Source: The Writer's Almanac by Garrison Keillor
*A good newspaper, I suppose, is a nation talking to itself.
*A play is made by sensing how the forces in life simulate ignorance-you set free the concealed irony, the deadly joke.
*A playwright lives in an occupied country. And if you can't live that way you don't stay.
*A suicide kills two people, Maggie, that's what it's for!
*All we are is a lot of talking nitrogen.
*Betrayal is the only truth that sticks.
*Can anyone remember love? It's like trying to summon up the smell of roses in a cellar. You might see a rose, but never the perfume.
*Certainly the most diverse, if minor, pastime of literary life is the game of Find the Author.
*Don't be seduced into thinking that that which does not make a profit is without value.
*Everybody likes a kidder, but nobody lends him money.
*He wants to live on through something-and in his case, his masterpiece is his son. all of us want that, and it gets more poignant as we get more anonymous in this world.
*He's not the finest character that ever lived. But he's a human being, and a terrible thing is happening to him. So attention must be paid.
*I cannot sleep for dreaming; I cannot dream but I wake and walk about the house as though I'd find you coming through some door.
*I have made more friends for American culture than the State Department. Certainly I have made fewer enemies, but that isn't very difficult.
*I know that my works are a credit to this nation and I dare say they will endure longer than the McCarran Act.
*I think it's a mistake to ever look for hope outside of one's self.
*I think now that the great thing is not so much the formulation of an answer for myself, for the theater, or the play-but rather the most accurate possible statement of the problem.
*I'm the end of the line; absurd and appalling as it may seem, serious New York theater has died in my lifetime.
*In the theater, while you recognized that you were looking at a house, it was a house in quotation marks. On screen, the quotation marks tend to be blotted out by the camera.
Arthur Miller
*Let you look sometimes for the goodness in me, and judge me not.
*Man must shape his tools lest they shape him.
*Maybe all one can do is hope to end up with the right regrets.
*Never fight fair with a stranger, boy. You'll never get out of the jungle that way.
*That is a very good question. I don't know the answer. But can you tell me the name of a classical Greek shoemaker?
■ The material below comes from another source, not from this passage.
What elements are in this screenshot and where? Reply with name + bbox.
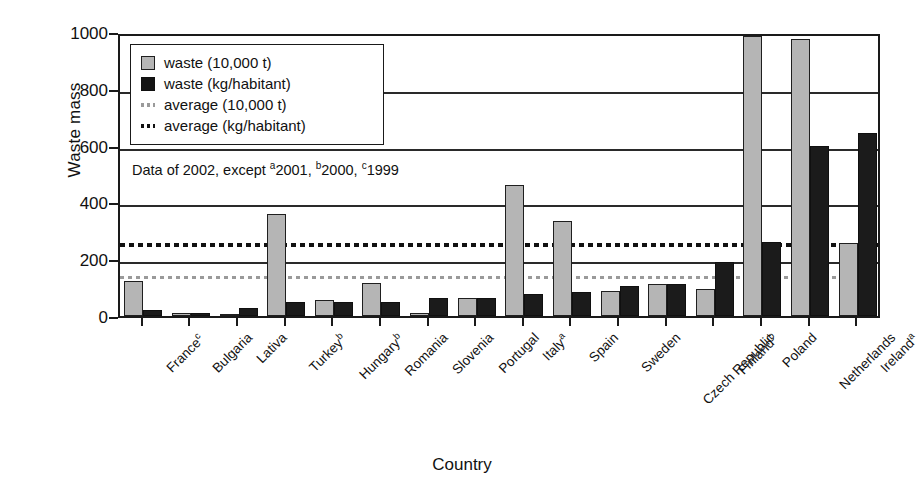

*The apple cannot be stuck back on the Tree of Knowledge; once we begin to see, we are doomed and challenged to seek the strength to see more, not less.
*The closer a man approaches tragedy the more intense is his concentration of emotion upon the fixed point of his commitment, which is to say the closer he approaches what in life we call fanaticism.
*The job is to ask questions-it always was-and to ask them as inexorably as I can. And to face the absence of precise answers with a certain humility.
*The number of elements that have to go into a hit would break a computer down. the right season for that play, the right historical moment, the right tonality.
*The problem was to sustain at any cost the feeling you had in the theater that you were watching a real person, yes, but an intense condensation of his experience, not simply a realistic series of episodes.
*The structure of a play is always the story of how the birds came home to roost.
*The theater is so endlessly fascinating because it's so accidental. It's so much like life.
*Well, all the plays that I was trying to write were plays that would grab an audience by the throat and not release them, rather than presenting an emotion which you could observe and walk away from.
*What is the most innocent place in any country? Is it not the insane asylum? These people drift through life truly innocent, unable to see into themselves at all.
*Where choice begins, Paradise ends, innocence ends, for what is Paradise but the absence of any need to choose this action?
*Without alienation, there can be no politics.
*You cannot catch a child's spirit by running after it; you must stand still and for love it will soon itself return.
*You specialize in something until one day you find it is specializing in you.